In Memoriam: James Griffin

James Griffin

Department of Philosophy, CUHK

The Faculty is sad to report the death of James Griffin on 21 November 2019.

Jim was born in the United States in 1933, and educated at Choate School, Wallingford, Connecticut. He took his BA at Yale in 1955, and then came to Corpus Christi College, Oxford, as Rhodes Scholar from 1955-58. After two years as a Senior Scholar at St Antony’s, he took his DPhil. in 1960. His supervisor had been Gilbert Ryle, and Jim recalled Ryle’s remarking of Yale that it was ‘where they have the zoo theory of teaching philosophy: one of each species’.

Jim then held a Lecturership at Christ Church, until appointed to a Fellowship at Keble College. After thirty years he returned to Corpus to occupy the White’s Chair of Moral Philosophy from 1996 to 2000. His later positions included a Distinguished Visiting Professorship at Rutgers University and an Adjunct Professorship at the Centre for Applied Philosophy and Public Ethics in Canberra.

Jim published five books, all with Oxford University Press: Wittgenstein’s Logical Atomism (1964), Well-Being (1986), Value Judgement (1996) On Human Rights (2008), and What Can Philosophy Contribute to Ethics? (2015). Jim loved, and was highly knowledgeable about, art. In his last years, he was working on a book which he saw as a contribution to our understanding of paintings rather than to technical philosophical aesthetics.

It was partly Jim’s interest in Frank Ramsey and decision theory that led him into thinking about ‘utility’ or well-being. He always had a healthy scepticism about philosophical pigeon-holes, and developed an account of well-being that combined elements of desire-accounts and of objective list theories. He also thought post-Cartesian moral philosophy was excessively ambitious, and his third and fifth books in particular sought to clarify the limits of the subject.

His open-mindedness, insightfulness, and creativity have left a remarkable and suggestive oeuvre, and those same qualities, along with his kindness and charm, made him both a brilliant and popular tutor and supervisor, and an outstanding colleague.

Jim lost his beloved wife, Catherine, very shortly after his sixtieth birthday – ‘a day’, he said, ‘I shall never forget’. He doted on his children and grand-children, and hugely enjoyed spending time with them, other relatives, and his many friends. He listed his recreations in Who’s Who as ‘eating, drinking’, but what he perhaps most enjoyed was the company of others. Even towards the end of his life, as his dementia worsened, he remained cheerful and interested in the world, often remarking how blessed he felt himself to have been.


(Assigned task): All lines from the one containing "Describe the element at coordinates (252, 103)" down to the one containing "The image size is (757, 415).", both ends included, are to be given again exactly; omit the rest of the listing below.

(Information provided):

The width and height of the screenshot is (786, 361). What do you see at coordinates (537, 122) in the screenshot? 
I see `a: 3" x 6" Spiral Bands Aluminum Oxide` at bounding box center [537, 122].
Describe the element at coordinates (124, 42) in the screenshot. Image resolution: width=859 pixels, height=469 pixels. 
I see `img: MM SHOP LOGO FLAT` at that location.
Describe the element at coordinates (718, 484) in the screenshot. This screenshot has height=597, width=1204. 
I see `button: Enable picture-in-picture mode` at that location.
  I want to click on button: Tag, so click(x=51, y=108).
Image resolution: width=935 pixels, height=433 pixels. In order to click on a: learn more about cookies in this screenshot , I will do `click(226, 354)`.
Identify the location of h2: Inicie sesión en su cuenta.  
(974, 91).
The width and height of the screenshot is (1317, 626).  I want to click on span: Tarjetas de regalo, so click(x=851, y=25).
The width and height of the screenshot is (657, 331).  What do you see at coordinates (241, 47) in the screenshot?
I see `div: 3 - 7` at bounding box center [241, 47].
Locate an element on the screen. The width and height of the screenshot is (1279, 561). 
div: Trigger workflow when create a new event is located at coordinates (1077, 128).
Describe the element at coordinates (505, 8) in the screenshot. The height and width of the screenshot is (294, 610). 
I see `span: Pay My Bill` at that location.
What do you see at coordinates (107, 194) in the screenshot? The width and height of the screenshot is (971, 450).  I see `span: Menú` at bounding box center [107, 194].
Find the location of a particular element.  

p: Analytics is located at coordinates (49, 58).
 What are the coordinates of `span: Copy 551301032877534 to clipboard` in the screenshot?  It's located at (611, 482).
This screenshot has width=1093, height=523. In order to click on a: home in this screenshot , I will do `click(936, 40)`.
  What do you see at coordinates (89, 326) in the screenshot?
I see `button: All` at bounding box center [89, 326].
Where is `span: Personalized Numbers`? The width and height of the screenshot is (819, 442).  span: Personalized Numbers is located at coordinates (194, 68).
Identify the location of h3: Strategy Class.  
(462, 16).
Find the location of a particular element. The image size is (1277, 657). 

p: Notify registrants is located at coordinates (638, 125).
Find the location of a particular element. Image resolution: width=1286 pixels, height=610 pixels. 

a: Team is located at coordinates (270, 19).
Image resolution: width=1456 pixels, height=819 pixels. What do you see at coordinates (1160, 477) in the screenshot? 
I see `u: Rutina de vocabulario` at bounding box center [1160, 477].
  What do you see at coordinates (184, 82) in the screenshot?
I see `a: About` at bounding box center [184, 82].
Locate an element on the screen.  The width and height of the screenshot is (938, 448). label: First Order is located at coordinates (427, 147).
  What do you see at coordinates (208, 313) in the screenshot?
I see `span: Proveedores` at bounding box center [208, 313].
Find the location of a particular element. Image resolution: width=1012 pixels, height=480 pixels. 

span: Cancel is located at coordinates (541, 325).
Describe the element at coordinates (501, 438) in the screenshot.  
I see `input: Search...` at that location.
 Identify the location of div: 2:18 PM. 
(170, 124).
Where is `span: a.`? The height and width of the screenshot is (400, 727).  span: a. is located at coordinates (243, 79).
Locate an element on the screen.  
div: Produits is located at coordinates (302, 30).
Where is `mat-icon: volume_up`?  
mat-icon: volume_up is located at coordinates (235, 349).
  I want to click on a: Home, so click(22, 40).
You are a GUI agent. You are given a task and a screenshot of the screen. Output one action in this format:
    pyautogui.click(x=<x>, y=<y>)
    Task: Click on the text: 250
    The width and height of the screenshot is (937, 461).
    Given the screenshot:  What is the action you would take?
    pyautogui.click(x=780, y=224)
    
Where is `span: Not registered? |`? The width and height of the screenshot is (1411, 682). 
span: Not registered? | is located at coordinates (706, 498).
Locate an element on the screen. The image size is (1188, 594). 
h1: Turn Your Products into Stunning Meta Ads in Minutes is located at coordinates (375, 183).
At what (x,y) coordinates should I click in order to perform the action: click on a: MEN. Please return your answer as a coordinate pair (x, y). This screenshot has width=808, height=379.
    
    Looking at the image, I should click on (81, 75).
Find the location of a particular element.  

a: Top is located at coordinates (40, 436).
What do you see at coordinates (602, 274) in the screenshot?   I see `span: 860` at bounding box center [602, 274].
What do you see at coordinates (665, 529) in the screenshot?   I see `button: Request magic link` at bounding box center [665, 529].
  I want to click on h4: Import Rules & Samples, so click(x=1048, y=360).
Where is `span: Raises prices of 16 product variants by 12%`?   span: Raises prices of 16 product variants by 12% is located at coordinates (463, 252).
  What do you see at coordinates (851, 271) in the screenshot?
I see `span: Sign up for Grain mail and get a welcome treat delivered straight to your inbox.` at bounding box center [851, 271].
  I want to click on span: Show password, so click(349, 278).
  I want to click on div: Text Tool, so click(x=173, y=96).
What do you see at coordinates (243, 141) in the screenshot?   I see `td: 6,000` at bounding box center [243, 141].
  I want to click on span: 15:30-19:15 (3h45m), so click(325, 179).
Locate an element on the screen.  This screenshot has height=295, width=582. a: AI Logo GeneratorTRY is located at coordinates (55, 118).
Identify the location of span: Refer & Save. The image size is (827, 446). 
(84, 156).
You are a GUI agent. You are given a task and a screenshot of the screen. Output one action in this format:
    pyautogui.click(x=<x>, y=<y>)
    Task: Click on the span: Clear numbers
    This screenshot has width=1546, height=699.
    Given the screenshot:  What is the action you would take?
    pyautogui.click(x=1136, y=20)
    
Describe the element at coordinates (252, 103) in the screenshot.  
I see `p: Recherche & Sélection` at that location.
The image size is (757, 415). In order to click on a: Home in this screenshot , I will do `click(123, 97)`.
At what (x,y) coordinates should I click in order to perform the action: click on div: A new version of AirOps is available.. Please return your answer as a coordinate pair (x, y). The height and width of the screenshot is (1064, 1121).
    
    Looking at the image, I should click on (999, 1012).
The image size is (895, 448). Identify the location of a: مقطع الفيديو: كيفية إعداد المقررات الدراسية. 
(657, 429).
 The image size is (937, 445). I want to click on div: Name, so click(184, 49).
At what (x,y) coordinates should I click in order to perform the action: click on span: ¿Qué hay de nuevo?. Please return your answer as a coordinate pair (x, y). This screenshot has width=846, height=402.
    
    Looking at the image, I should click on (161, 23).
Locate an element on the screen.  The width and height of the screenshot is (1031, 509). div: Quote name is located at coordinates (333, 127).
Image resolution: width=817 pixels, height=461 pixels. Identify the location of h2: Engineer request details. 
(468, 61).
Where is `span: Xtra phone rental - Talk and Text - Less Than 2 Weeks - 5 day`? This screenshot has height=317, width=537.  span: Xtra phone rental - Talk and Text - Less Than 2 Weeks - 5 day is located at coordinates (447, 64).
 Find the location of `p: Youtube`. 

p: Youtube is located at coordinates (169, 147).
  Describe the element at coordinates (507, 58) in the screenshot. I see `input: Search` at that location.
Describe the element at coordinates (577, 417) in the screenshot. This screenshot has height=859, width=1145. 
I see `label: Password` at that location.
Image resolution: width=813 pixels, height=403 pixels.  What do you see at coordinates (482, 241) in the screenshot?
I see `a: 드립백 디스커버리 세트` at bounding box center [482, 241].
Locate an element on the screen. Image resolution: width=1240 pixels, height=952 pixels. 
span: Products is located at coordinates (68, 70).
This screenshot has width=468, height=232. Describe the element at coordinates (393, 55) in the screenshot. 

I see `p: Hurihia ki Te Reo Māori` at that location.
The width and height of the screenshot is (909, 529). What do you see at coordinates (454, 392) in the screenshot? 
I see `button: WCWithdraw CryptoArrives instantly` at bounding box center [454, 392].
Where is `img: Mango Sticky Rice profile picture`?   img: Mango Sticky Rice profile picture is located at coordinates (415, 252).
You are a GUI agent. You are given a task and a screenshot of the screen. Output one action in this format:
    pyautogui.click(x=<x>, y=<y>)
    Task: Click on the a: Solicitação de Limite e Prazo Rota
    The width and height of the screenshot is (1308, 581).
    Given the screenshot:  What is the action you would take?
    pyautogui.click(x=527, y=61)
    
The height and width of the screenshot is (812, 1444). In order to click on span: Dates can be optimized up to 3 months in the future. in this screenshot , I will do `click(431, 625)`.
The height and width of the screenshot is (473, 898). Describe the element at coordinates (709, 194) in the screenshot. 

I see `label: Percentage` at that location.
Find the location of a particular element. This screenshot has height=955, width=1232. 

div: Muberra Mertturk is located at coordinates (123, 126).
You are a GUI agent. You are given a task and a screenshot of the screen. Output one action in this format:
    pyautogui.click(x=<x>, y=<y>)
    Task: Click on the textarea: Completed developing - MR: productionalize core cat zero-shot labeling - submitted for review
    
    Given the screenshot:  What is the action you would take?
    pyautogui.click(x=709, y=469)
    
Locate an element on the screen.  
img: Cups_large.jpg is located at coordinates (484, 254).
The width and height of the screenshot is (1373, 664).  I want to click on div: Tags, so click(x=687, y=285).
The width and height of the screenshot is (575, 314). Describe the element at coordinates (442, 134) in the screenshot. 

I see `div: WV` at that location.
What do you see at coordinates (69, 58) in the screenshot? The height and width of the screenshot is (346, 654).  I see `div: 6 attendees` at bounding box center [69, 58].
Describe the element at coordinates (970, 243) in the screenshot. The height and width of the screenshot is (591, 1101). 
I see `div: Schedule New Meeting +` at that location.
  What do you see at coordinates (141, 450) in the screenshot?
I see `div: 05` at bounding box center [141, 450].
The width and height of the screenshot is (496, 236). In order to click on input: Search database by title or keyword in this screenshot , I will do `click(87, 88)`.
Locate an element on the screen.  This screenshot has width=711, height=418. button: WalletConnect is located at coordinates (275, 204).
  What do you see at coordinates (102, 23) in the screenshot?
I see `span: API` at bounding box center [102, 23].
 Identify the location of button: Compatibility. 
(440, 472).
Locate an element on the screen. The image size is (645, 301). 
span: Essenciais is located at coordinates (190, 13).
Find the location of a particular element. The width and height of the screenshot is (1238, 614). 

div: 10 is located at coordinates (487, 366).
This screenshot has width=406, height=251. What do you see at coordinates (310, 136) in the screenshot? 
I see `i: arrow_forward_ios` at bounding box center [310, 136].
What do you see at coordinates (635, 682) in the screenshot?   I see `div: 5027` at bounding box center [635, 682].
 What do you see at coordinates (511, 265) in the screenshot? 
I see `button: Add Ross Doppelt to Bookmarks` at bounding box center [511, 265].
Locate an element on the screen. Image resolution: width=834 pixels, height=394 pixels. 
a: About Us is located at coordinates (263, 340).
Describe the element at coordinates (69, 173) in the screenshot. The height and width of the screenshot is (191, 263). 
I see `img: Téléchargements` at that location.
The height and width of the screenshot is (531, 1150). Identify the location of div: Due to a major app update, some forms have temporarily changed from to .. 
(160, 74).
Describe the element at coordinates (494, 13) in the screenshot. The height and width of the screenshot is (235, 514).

(Reply to the exercise):
Describe the element at coordinates (252, 103) in the screenshot.  
I see `p: Recherche & Sélection` at that location.
The image size is (757, 415). In order to click on a: Home in this screenshot , I will do `click(123, 97)`.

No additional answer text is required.